Rite of baptism trickles away
USA TODAY

By Cathy Lynn Grossman, USA TODAY
Every month there's a cheering, weeping, air-horn-tooting celebration at First Assembly of God in North Little Rock, when the Rev. Rod Loy immerses new believers in the baptismal tank.
"This is a sign that someone understands the ideas of sin and Christ's sacrifice and willfully chooses to be a lifelong follower of Jesus," says the pastor. "So we celebrate it big."

For believers, baptism is modeled on their savior, who the Bible says waded into the water to consecrate himself to God.

They may be sprinkled, washed from a flowing pitcher or immersed, as faith rituals vary. But all forms point to beliefs: rebirth in faith, salvation from sin, acceptance of God's promises and charges.

For parents who bring a baby before their church, baptism is a pledge of their faith, a shield against evil, a wrapping of communal arms around a defenseless soul.

For Christians of all denominations, "even if they never darkened the door of a church any other time in their life ... there's a tendency to hold onto this life-cycle marker," says the Rev.
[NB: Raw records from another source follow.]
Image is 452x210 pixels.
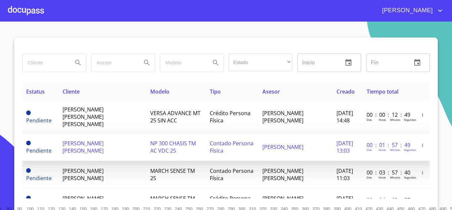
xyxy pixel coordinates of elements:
[63,88,80,95] span: Cliente
[70,55,86,71] button: Search
[378,5,436,16] span: [PERSON_NAME]
[390,118,401,121] p: Minutos
[378,5,444,16] button: account of current user
[160,54,205,72] input: search
[390,175,401,179] p: Minutos
[379,118,386,121] p: Horas
[208,55,224,71] button: Search
[263,109,304,124] span: [PERSON_NAME] [PERSON_NAME]
[337,88,355,95] span: Creado
[367,111,412,118] p: 00 : 00 : 12 : 49
[23,54,68,72] input: search
[210,167,254,181] span: Contado Persona Física
[26,147,52,154] span: Pendiente
[210,88,221,95] span: Tipo
[150,194,195,209] span: MARCH SENSE TM 25
[337,167,353,181] span: [DATE] 11:03
[26,110,31,115] span: Pendiente
[367,169,412,176] p: 00 : 03 : 57 : 40
[229,53,292,71] div: ​
[404,175,417,179] p: Segundos
[379,148,386,151] p: Horas
[379,175,386,179] p: Horas
[26,174,52,181] span: Pendiente
[367,88,399,95] span: Tiempo total
[337,194,353,209] span: [DATE] 10:57
[390,148,401,151] p: Minutos
[367,196,412,203] p: 00 : 04 : 03 : 57
[26,168,31,173] span: Pendiente
[210,139,254,154] span: Contado Persona Física
[263,167,304,181] span: [PERSON_NAME] [PERSON_NAME]
[26,88,45,95] span: Estatus
[367,118,372,121] p: Dias
[63,194,104,209] span: [PERSON_NAME] [PERSON_NAME]
[26,117,52,124] span: Pendiente
[91,54,136,72] input: search
[150,167,195,181] span: MARCH SENSE TM 25
[26,195,31,200] span: Pendiente
[26,140,31,145] span: Pendiente
[367,175,372,179] p: Dias
[63,139,104,154] span: [PERSON_NAME] [PERSON_NAME]
[63,167,104,181] span: [PERSON_NAME] [PERSON_NAME]
[337,109,353,124] span: [DATE] 14:48
[404,118,417,121] p: Segundos
[367,148,372,151] p: Dias
[263,194,304,209] span: [PERSON_NAME] [PERSON_NAME]
[404,148,417,151] p: Segundos
[63,106,104,128] span: [PERSON_NAME] [PERSON_NAME] [PERSON_NAME]
[263,88,280,95] span: Asesor
[150,139,196,154] span: NP 300 CHASIS TM AC VDC 25
[367,141,412,148] p: 00 : 01 : 57 : 49
[150,88,170,95] span: Modelo
[150,109,201,124] span: VERSA ADVANCE MT 25 SIN ACC
[210,194,251,209] span: Crédito Persona Física
[337,139,353,154] span: [DATE] 13:03
[210,109,251,124] span: Crédito Persona Física
[263,143,304,150] span: [PERSON_NAME]
[139,55,155,71] button: Search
Paul Sullins, a sociologist at Catholic University in Washington, D.C.

Yet, this Easter, the holy day of resurrection, statistics find Americans slowly drifting away from the ancient baptismal ritual.

The Catholic Church has more than doubled in size in the past half-century, but its rate of infant baptism steadily has fallen, Sullins says.

Methodists and Lutherans have seen both baptisms and their membership numbers slide for years.

Even Loy's denomination, the Assemblies of God, which has had a boom in membership since 1980, saw its annual baptism numbers peak in 1997, then inch downward.

The Southern Baptist Convention has seen a half-century decline in baptisms and stalled growth in membership.

In response, the Rev. Bobby Welch, president of the Southern Baptist Convention, is leading a national campaign to reverse the trend.

Behind the drop, experts see pressures ranging from fewer babies since the postwar boom, to increased secularization and interfaith marriage, to more "seeker churches" that downplay tradition.

Among Catholics, Sullins says, the rate of baptisms has fallen faster than the rate of decline in births.

Baptism isn't the only source of new members. The church's U.S. numbers — up from 31.6 million in 1954 to 67.8 million last year — also have grown through immigration. And at Saturday's Easter vigil, the church will receive tens of thousands of adult converts.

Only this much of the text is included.